Apr. 5th, 2010

sundries

Apr. 5th, 2010 09:41 am
  • Op-Art from the New York Times on DADT. Make yourself read the tiny type if you can (or check out this transcript in comments), as it is largely an interview with two gay WWII vets. Among other things they have to say? "If you become totally accepted there is a loss." Go now, people. via [livejournal.com profile] brewsternorth on Twitter.

  • US Special Operations dug bullets out of the bodies of three women they killed during a bungled raid in Afghanistan to hide the nature of their deaths.

  • First ever ads targeting queer households about sending in the census form.

  • So last night, Patty and I are in bed, and she tries to shift and she can't 'cause we're sorta tangled up and I make an interrogative noise at her and she says, "I can't move because of that thing."

    "What thing?" I ask.

    "The thing that the astronauts don't have."

    Now, eventually I figured out what word she meant, but my first response was "gravity?"

    Would you not have been equally puzzled?

  • Lately, I've repeatedly been in the situation of people asking me what the Bristol paper is about, and I tell them, and then, the people I am talking to get very angry. Not because they are fans with opinions about character deaths in general or specific but because "HOW DARE PEOPLE FEEL THIS WAY OVER STORIES" and it becomes this deeply uncomfortable moment for me, that then tends to spiral, wherein the people say to me, "so you're psychoanalyzing what's wrong with them?"

    "No, no," I reply, "I'm looking at the narrative structures and character traits that make these losses so tangible and more tangible compared to the deaths of other fictional characters."

    "But what about real dead people?"

    "It's not about them."

    It's SO AWKWARD. I'm writing about a thing, that happens. It's not a good thing or a bad thing. It just a thing. And it's not a freakish thing or a terrible thing. It's a very human thing. We tell stories. We feel them. And we commemorate what is absent (and in the case of fiction what has always been absent from us) as best we can. Why can't people be okay with that?

    Also, without fail, those people ascribe this to being a uniquely modern "problem." You know, one of those things Internet or television made. And it's not.

    By a week from now I'll probably have seen the Mermaid Quay display for myself, and I would be lying to you if I didn't say I'm a little afraid of it -- whether that means being moved by it, or, somehow, feeling nothing despite all the ways I've been walking around with this thing for, what, nine months now?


• Task brief: Beginning with the line that has "Pinpoint *window* with a bounding box." and ending with the line that has "in the image.", retype the entries below exactly, except for the pictures.

• Data under study:
__________________________________________________

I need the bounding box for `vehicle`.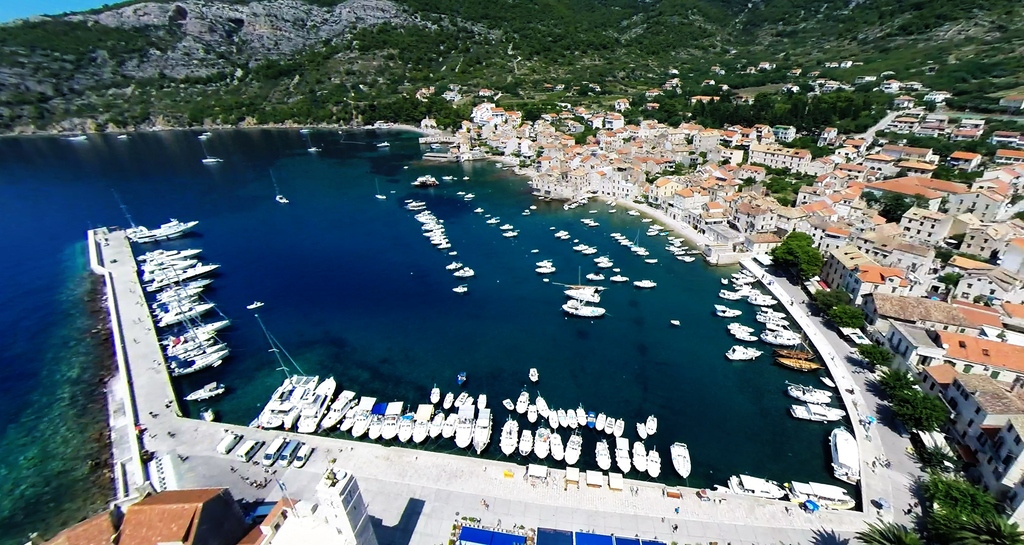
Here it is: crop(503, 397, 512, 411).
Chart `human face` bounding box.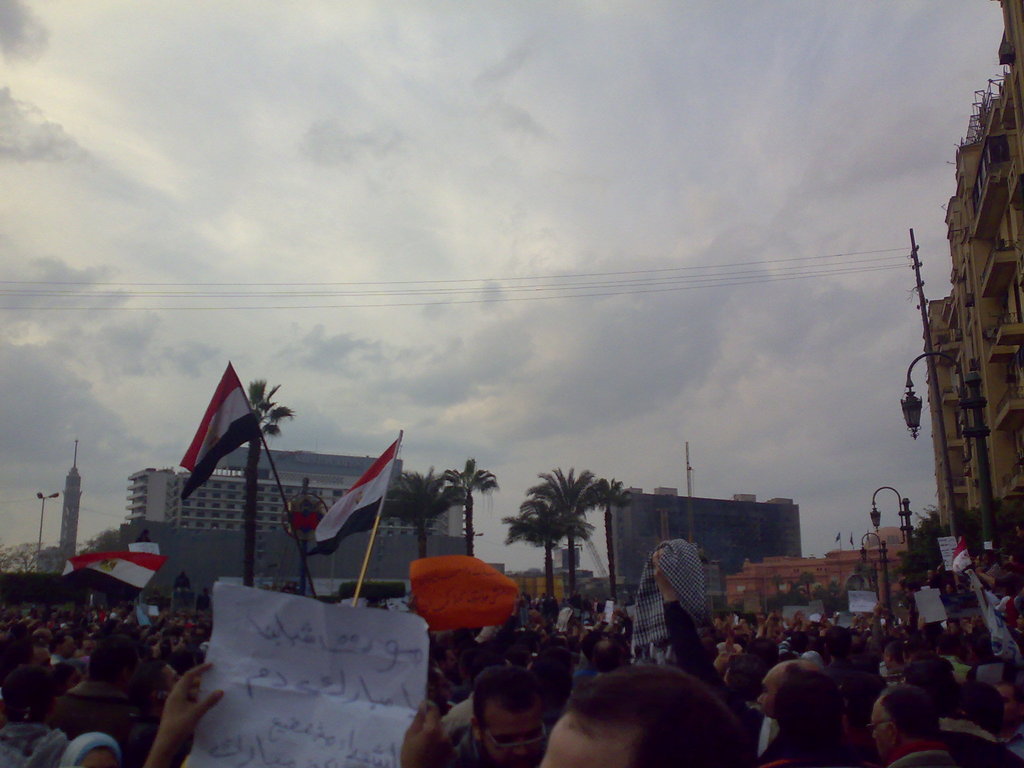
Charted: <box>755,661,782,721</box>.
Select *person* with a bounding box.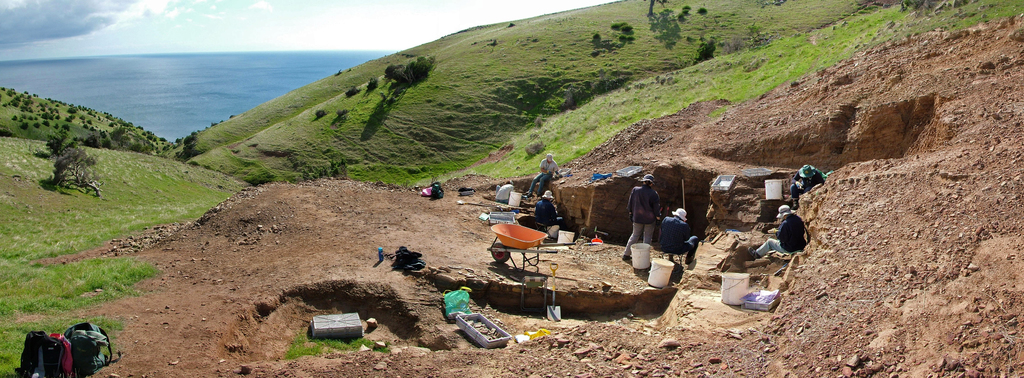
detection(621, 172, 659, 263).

__________________________________________________

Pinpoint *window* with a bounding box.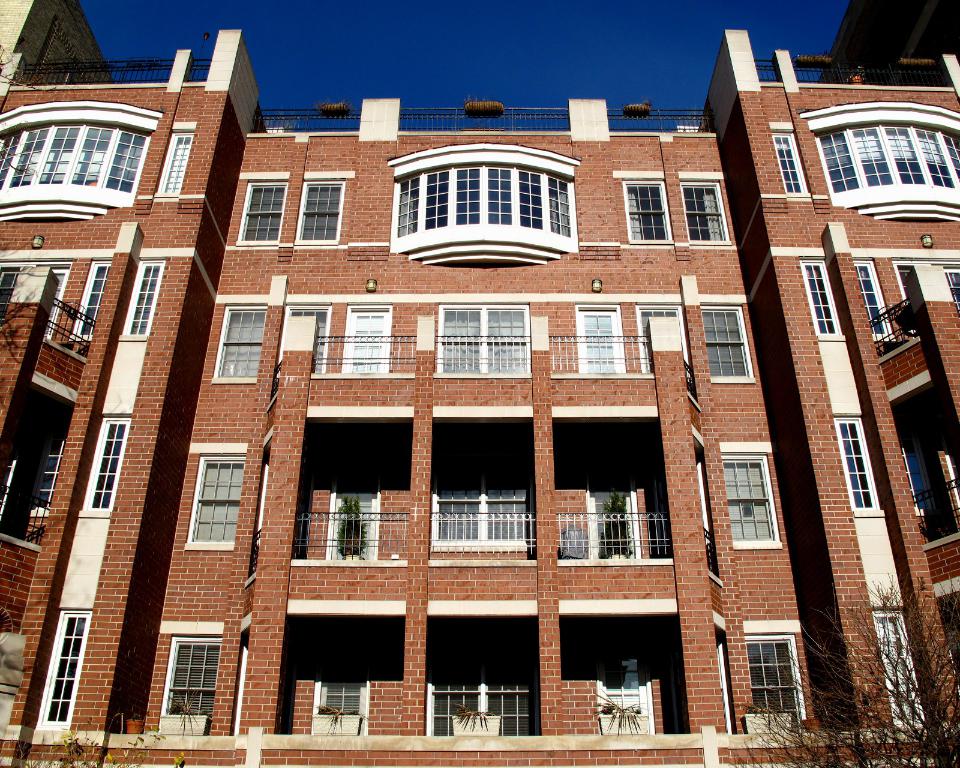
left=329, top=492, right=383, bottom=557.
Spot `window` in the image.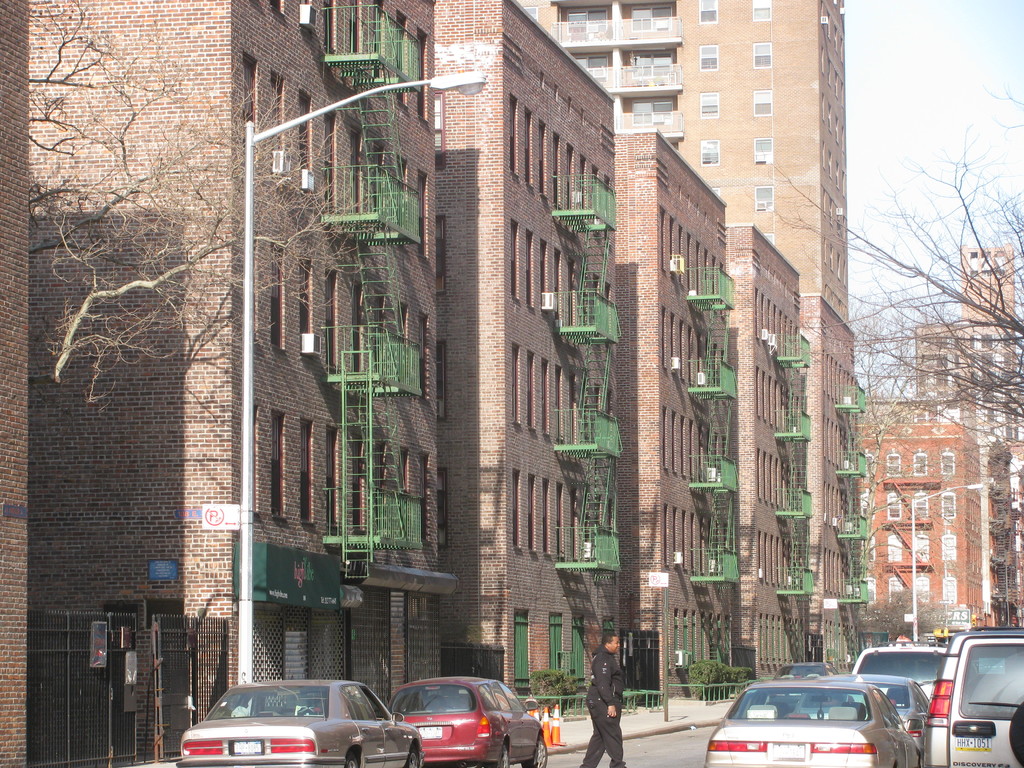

__________________________________________________

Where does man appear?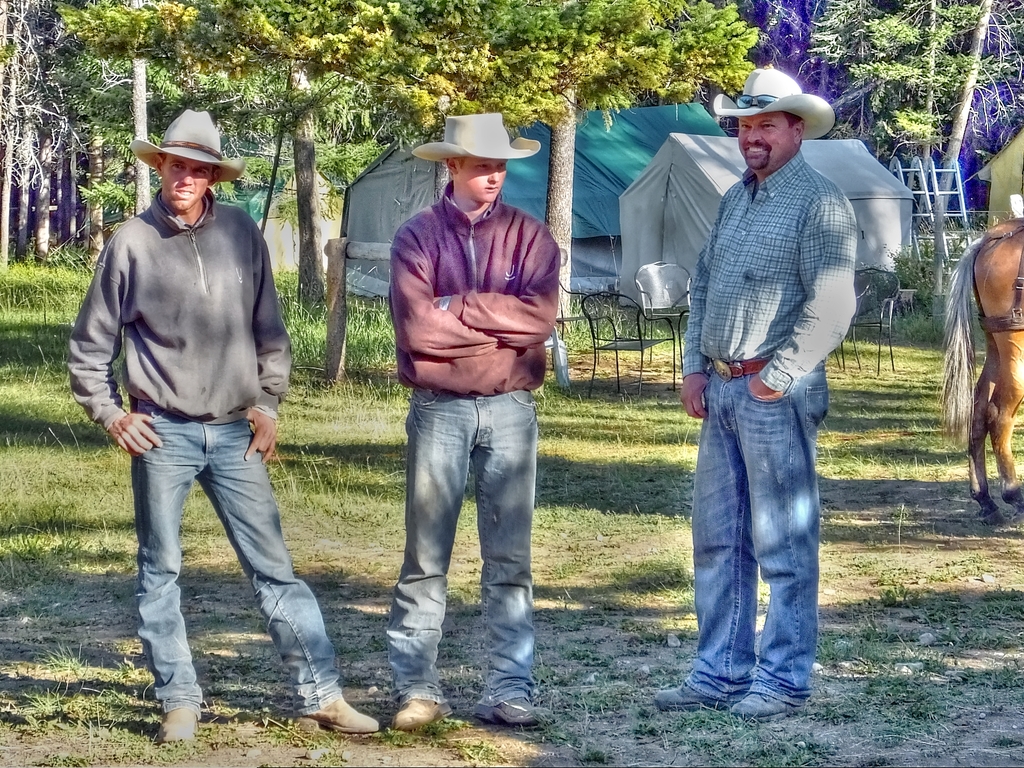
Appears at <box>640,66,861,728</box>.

__________________________________________________

• Answer below:
Pinpoint *window* with a bounding box.
left=329, top=492, right=383, bottom=557.
Spot `window` in the image.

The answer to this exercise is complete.